The description of the raster stack is the following:

> stack_pacifico
class       : RasterStack 
dimensions  : 997, 709, 706873, 35  (nrow, ncol, ncell, nlayers)
resolution  : 0.008333333, 0.008333333  (x, y)
extent      : -81.62083, -75.7125, 0.3458336, 8.654167  (xmin, xmax, ymin, ymax)
coord. ref. : +proj=longlat +datum=WGS84 +no_defs +ellps=WGS84 +towgs84=0,0,0 
names       : F101992.v//ts.avg_vis, F101993.v//ts.avg_vis, F101994.v//ts.avg_vis, F121994.v//ts.avg_vis, F121995.v//ts.avg_vis, F121996.v//ts.avg_vis, F121997.v//ts.avg_vis, F121998.v//ts.avg_vis, F121999.v//ts.avg_vis, F141997.v//ts.avg_vis, F141998.v//ts.avg_vis, F141999.v//ts.avg_vis, F142000.v//ts.avg_vis, F142001.v//ts.avg_vis, F142002.v//ts.avg_vis, ... 
min values  :                     0,                     0,                     0,                     0,                     0,                     0,                     0,                     0,                     0,                     0,                     0,                     0,                     0,                     0,                     0, ... 
max values  :                    63,                    63,                    63,                    63,                    63,                    63,                    63,                    63,                    63,                    63,                    63,                    63,                    63,                    63,                    63, ... 

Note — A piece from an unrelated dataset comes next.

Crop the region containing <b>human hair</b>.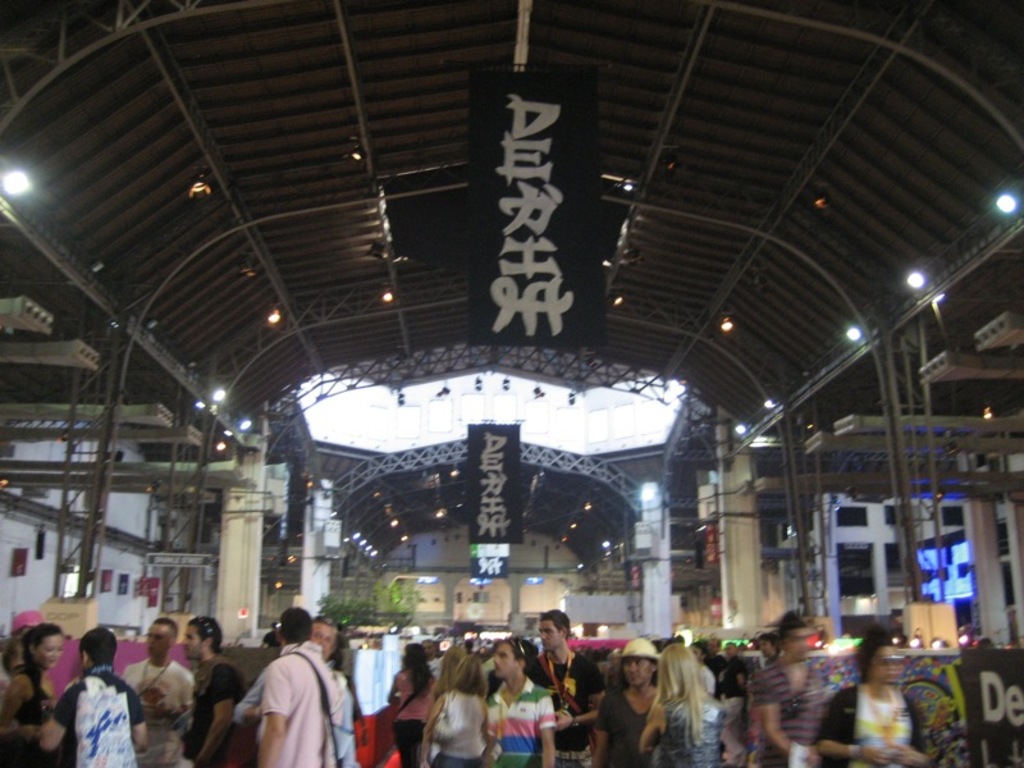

And for the elevation raster:

> elevation_pacifico
class       : RasterLayer 
dimensions  : 997, 709, 706873  (nrow, ncol, ncell)
resolution  : 0.008333333, 0.008333333  (x, y)
extent      : -81.62083, -75.7125, 0.3458336, 8.654167  (xmin, xmax, ymin, ymax)
coord. ref. : +proj=longlat +datum=WGS84 +ellps=WGS84 +towgs84=0,0,0 
data source : in memory
names       : COL_msk_alt 
values      : -16, 5164  (min, max)

It is my first time with raster data and I want to extract the data by grids of 1km2 (or less). I know the resolution of both rasters can be coerced to fit into that area requirement, also both dimensions are equal, so the number of pixels per raster is the same.

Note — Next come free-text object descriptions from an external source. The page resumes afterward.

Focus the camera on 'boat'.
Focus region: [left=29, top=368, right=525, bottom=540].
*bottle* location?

My question is, can I only merge all the rasters (the ones in the stack and the elevation raster) and extract the data with the confidence that all the pixels overlap (or are in the same place)? Or do I have to create a master SpatialGrid or SpatialPixel object and then extract the raster data to these objects?

Thanks in advance,

Data from the raster stack can be downloaded by clicking at this link (if you want to download all the stack, you can use the script in https://github.com/ivanhigueram/nightlights):

http://www.ngdc.noaa.gov/eog/data/web_data/v4composites/

Elevation:

#Download country map and filter by pacific states
colombia_departments <- getData("GADM", download=T, country="CO", level=1)
pacific_littoral <- c(11, 13, 21, 30)
pacific_littoral_map <- colombia_departments[colombia_departments@data$ID_1 %in% pacific_littoral, ]

#Download elevation data and filter it for pacific states
elevation <- getData("alt", co="COL")
elevation_pacifico <- crop(elevation, pacific_littoral_map)
elevation_pacifico <- setExtent(elevation_pacifico, rasters_extent)

Solution

  • If the resolutions, extents and coordinate systems of the two raster objects are identical, then the cells will overlap perfectly. You can confirm this by looking at the coordinates:

    coordinates(stack_pacifico)
    coordinates(elevation_pacifico)
    # are they the same?
    identical(coordinates(stack_pacifico), coordinates(elevation_pacifico))
    

    You can extract all cell values for each object using one of the following:

    as.data.frame(r)
    values(r)
    r[]
    extract(r, seq_len(ncell(r)))
    

    where r is your raster object.

    (These do not all have consistent behaviour for single raster layers - as.data.frame(r) ensures the result is a data.frame, which would have a single column if r is a single raster layer; in contrast the alternatives would return a simple vector if used with a single raster layer.)

    The rows of as.data.frame(stack_pacifico) correspond to cells at the same coordinates as do the rows of as.data.frame(elevation_pacifico) (or, equivalently, the elements ofvalues(elevation_pacifico)`).